EXTRACTED INFORMATION ->
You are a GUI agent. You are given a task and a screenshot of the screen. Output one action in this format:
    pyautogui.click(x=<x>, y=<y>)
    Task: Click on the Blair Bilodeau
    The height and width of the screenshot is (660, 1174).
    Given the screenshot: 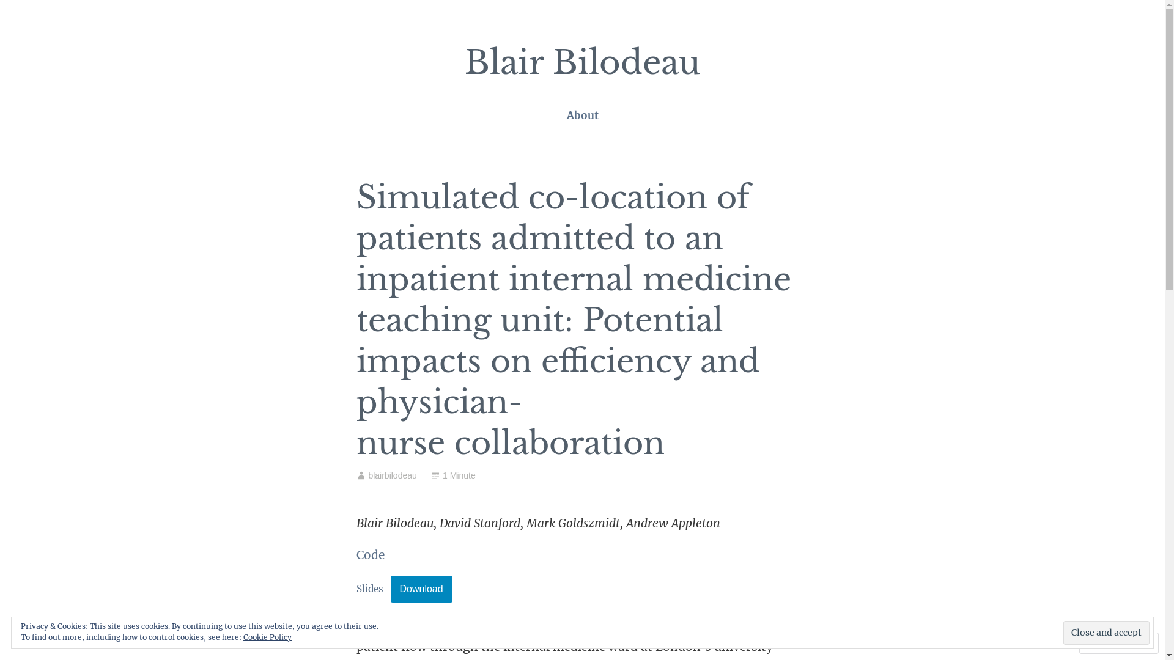 What is the action you would take?
    pyautogui.click(x=583, y=62)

TASK INSTRUCTIONS -> Send back exactly, with nothing added, the lines from the first line of the material above through the line holding "The height and"; both ends are included.

RESULT OF THIS EXERCISE ->
You are a GUI agent. You are given a task and a screenshot of the screen. Output one action in this format:
    pyautogui.click(x=<x>, y=<y>)
    Task: Click on the Blair Bilodeau
    The height and width of the screenshot is (660, 1174).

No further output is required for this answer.